Section 13: Challenge Procedure
- Sub- section 13(1) states that: Parties can agree on a procedure for challenging arbitrators, subject to 13(4).
- Sub- section 13(2) states that: If there's no agreed procedure, a party wishing to challenge an arbitrator must send a written statement outlining the reasons within 15 days of:
- Learning about the tribunal's constitution, or
- Becoming aware of circumstances mentioned in Section 12(3)
- Sub- section 13(3) states that: Unless the challenged arbitrator withdraws or the other party agrees to the challenge, the arbitral tribunal will decide on the challenge.
- Sub- section 13(4) states that: If a challenge is unsuccessful, the arbitral tribunal continues the proceedings and makes an award.
- Sub-section 13(5) states that: When an award is made under 13(4), the party who challenged the arbitrator may apply to have the award set aside under Section 34.
- Sub- section 13(6) states that: If an award is set aside following such an application, the Court may decide whether the challenged arbitrator is entitled to any fees.
Section 14: Failure or Impossibility to Act
- Sub- section 14(1) states that: An arbitrator's mandate terminates, and they must be replaced if:
- They become unable to perform their functions (legally or factually) or fail to act without undue delay, and
- They withdraw or parties agree to terminate their mandate
- Sub- section 14(2) states that: If there's disagreement about the grounds in 14(1)(a), a party may ask the Court to decide on terminating the arbitrator's mandate, unless parties agreed to a different procedure.
- Sub- section 14(3) states that: If an arbitrator withdraws or a party agrees to terminate their mandate under this section or 13(3), this doesn't mean they accept the validity of the grounds for termination.
Section 15: Termination of Mandate and Substitution of Arbitrator
- Sub- section 15(1) states that: Besides the circumstances in Sections 13 and 14, an arbitrator's mandate terminates when:
- They withdraw for any reason, or
- By or following agreement of the parties
- Sub- section 15(2) states that: When an arbitrator's mandate terminates, a replacement must be appointed following the same rules that applied to the appointment of the arbitrator being replaced.
- Sub- section 15(3) states that: Unless parties agree otherwise, when an arbitrator is replaced, the arbitral tribunal may decide whether to repeat previously held hearings.
- Sub- section 15(4) states that: Unless parties agree otherwise, orders or rulings made before an arbitrator's replacement remain valid despite the change in tribunal composition.
Conclusion
The provisions governing the composition of arbitral tribunals embody the balance between party autonomy and procedural safeguards that characterizes modern arbitration law.
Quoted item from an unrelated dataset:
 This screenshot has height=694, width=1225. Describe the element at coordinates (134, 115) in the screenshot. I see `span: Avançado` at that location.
Parties have substantial freedom to design the tribunal that will decide their dispute, but the law also provides default rules and court intervention when necessary to prevent procedural breakdowns.
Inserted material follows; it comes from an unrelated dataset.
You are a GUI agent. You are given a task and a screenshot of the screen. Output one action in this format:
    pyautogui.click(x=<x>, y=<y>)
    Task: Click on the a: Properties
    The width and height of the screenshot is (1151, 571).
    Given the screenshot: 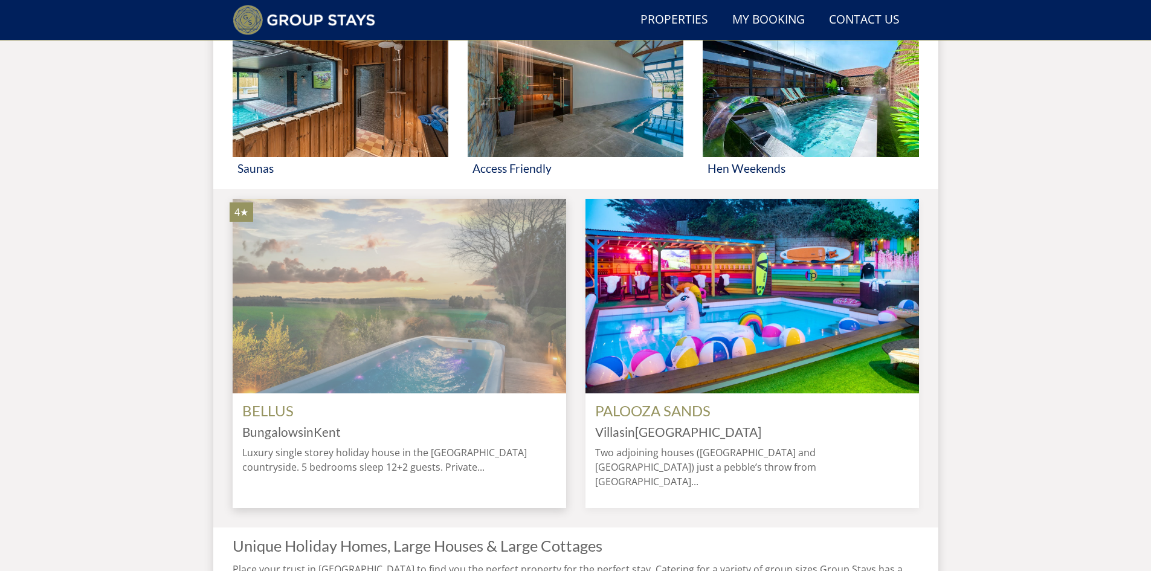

Understanding these provisions is crucial for effective participation in arbitration. The appointment, challenge, and replacement mechanisms ensure that arbitral tribunals are properly constituted, impartial, and equipped to resolve disputes efficiently. At the same time, the disclosure requirements and grounds for challenge protect the integrity of the arbitration process by addressing potential conflicts of interest.